I have always hated to have my picture taken – as a child, as a teen, as a young woman and now as an older woman. In family photos I was always the one to scowl at the camera because it intruded and because it always felt like I had to look nice, or pleasing, or amenable. There is a primitive fear lurking in me that makes me dislike the photographic image of people, and there are scant photos of loved ones in my possesion, and very few of me. Any photo that exists and which I have accepted as being somewhat truthful, or at least, as close to how I wish to represent myself has been taken unposed and on the fly.
I am not a beauty or pretty, nor sweet or malleable. The usual caution during childhood family photo sessions was: “Look nice, smile pretty.” The reality was a sense of confusion and questioning of the need to present a fake niceness. And how does one look pretty in the first place, anyway. Reminders to “Close your mouth, stop talking and asking questions,…” made me miserable and reluctant to co-operate. There is a priceless picture of me at age eight with a violin for a prop which makes me get giggly especially since I know what a series of lies are represented by the image. It tells of a pleasant and happy child, enamored of her violin, her lips red tinted and prissy, eyes dreamy, right hand fingering the strings delicately and the left hand arced and gracefully propelling the bow. The real truth was I hated to have to play for the photographer, the starched colllar of my white blouse pinched my neck and the wool plaid skirt itched my bare legs. I was at once bored and wishing to be anywhere but there, being victimized in an interminable photo session. Renaissance Man has that photo; he dug it out of the jumbled box of family snapshots.

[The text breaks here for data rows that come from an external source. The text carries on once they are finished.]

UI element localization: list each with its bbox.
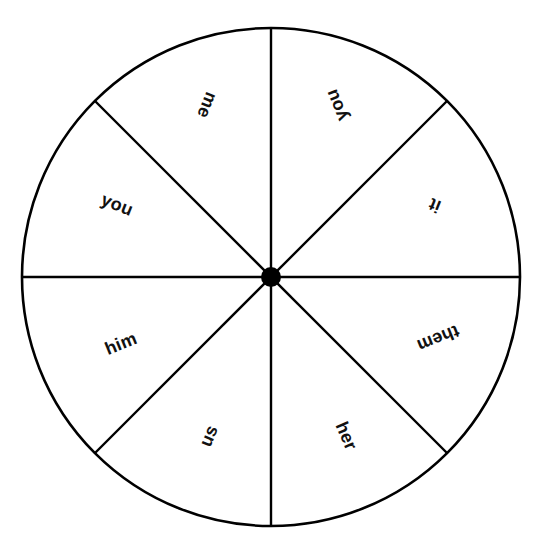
- diagram-page: me you it them her us him you: [0, 0, 537, 555]
- wheel-svg: [0, 0, 537, 555]
- pronoun-wheel: me you it them her us him you: [0, 0, 537, 555]
- wheel-center-hub: [261, 267, 281, 287]
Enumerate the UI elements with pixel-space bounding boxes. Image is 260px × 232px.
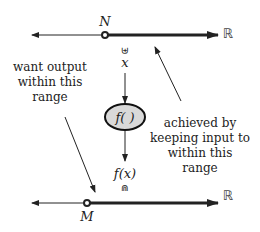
right-note-line-2: keeping input to (150, 131, 250, 145)
right-note: achieved by keeping input to within this… (150, 116, 250, 175)
output-subset-symbol: ⋒ (121, 183, 129, 193)
input-x-label: x (121, 55, 129, 70)
label-n: N (98, 14, 111, 29)
point-m (84, 200, 90, 206)
label-real-top: ℝ (223, 26, 234, 41)
function-box: f( ) (105, 104, 145, 130)
point-n (102, 32, 108, 38)
output-fx-label: f(x) (113, 166, 136, 181)
diagram: N ℝ ⊎ x f( ) f(x) ⋒ M ℝ want output with… (0, 0, 260, 232)
left-note-line-2: within this (18, 75, 83, 89)
right-note-line-3: within this (168, 146, 233, 160)
right-note-line-4: range (182, 161, 217, 175)
left-note-arrow (65, 117, 95, 192)
label-real-bottom: ℝ (223, 188, 234, 203)
left-note-line-1: want output (13, 60, 87, 74)
bottom-number-line: M ℝ (32, 188, 234, 224)
left-note: want output within this range (13, 60, 87, 104)
top-number-line: N ℝ (32, 14, 234, 41)
label-m: M (79, 209, 94, 224)
function-label: f( ) (114, 110, 134, 125)
right-note-arrow (155, 47, 181, 101)
right-note-line-1: achieved by (164, 116, 237, 130)
left-note-line-3: range (32, 90, 67, 104)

The above photograph was taken by Rumpole in our up North log house a couple of decades ago, on a winter evening after we had all reconvened at home after work and school. I was tired, recouping with a cigarette and listening to him or Renaissance man talk about their day. Still in my studio smock, my hair messy and my mouth open as if about to comment – yep, that was me. Not a pretty picture, but quite close to how I felt – wiped out and hiding behind the prop, the cigarette. A far more honest snapshot, not high art, nor posed than any photograhy studio portrait might be.
I invite any regular readers of this blog to post an old snapshot of themselves which they feel arrives close to a truthful portrait of them at a particular moment in the past.